Several types of animals depend on the kelp forest as their habitat. They find shelter there because the many tall blades of the kelp break the force of the waves. Inside the kelp forest, the water is calm and small animals can avoid being washed away by the waves. They also cling to the kelp and find hiding places from the other animals that want to eat them.

Sea urchins and snails eat the kelp, either when it is alive or after it has died back each year. Sea urchins feed at the base of the kelp, and large numbers of urchins can actually cut down a tall kelp. Crabs are the resident scavengers. Young salmon and other small fish that live in schools find shelter in kelp forests.

Consumers: Marine Mammals

Seals, sea lions, and killer whales live year-round in the waters near the Aleutian Islands. They eat fish, including salmon and small fish that live in schools. Gray whales and humpback whales migrate through the major passes in the Aleutian Islands to get to their summer feeding areas in the Bering Sea. These baleen whales eat small fish that live in schools and copepods, a type of zooplankton.

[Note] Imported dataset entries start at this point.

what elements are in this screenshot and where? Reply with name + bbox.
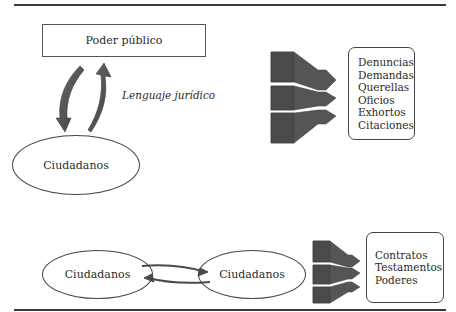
curved-arrow-up-icon xyxy=(88,63,111,132)
list-item: Poderes xyxy=(375,274,443,287)
list-item: Denuncias xyxy=(358,56,414,69)
list-item: Contratos xyxy=(375,249,443,262)
document-flow-arrows-bottom-icon xyxy=(313,241,360,303)
list-item: Demandas xyxy=(358,69,414,82)
citizens-ellipse-left: Ciudadanos xyxy=(42,250,153,299)
citizens-label-top: Ciudadanos xyxy=(43,159,109,172)
relation-label: Lenguaje jurídico xyxy=(122,89,215,101)
document-list-bottom: Contratos Testamentos Poderes xyxy=(366,232,444,303)
citizens-ellipse-top: Ciudadanos xyxy=(12,135,140,195)
citizens-label-right: Ciudadanos xyxy=(219,268,285,281)
curved-arrow-down-icon xyxy=(56,66,84,132)
authority-label: Poder público xyxy=(86,34,163,47)
list-item: Querellas xyxy=(358,81,414,94)
list-item: Citaciones xyxy=(358,119,414,132)
authority-box: Poder público xyxy=(42,24,206,57)
list-item: Testamentos xyxy=(375,261,443,274)
list-item: Exhortos xyxy=(358,106,414,119)
citizens-label-left: Ciudadanos xyxy=(65,268,131,281)
document-flow-arrows-top-icon xyxy=(271,52,336,143)
document-list-top: Denuncias Demandas Querellas Oficios Exh… xyxy=(348,47,415,140)
citizens-ellipse-right: Ciudadanos xyxy=(198,250,306,299)
list-item: Oficios xyxy=(358,94,414,107)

Two types of killer whales are found in these waters. Pods of resident killer whales stay together and stay around the same area and feed on fish, including a lot of salmon. Transient killer whales sometimes move through the area, roaming over long distances and preying on seals and sea lions. They may also prey on gray and humpback whales when they are migrating through the passes between the islands on their way to the Bering Sea.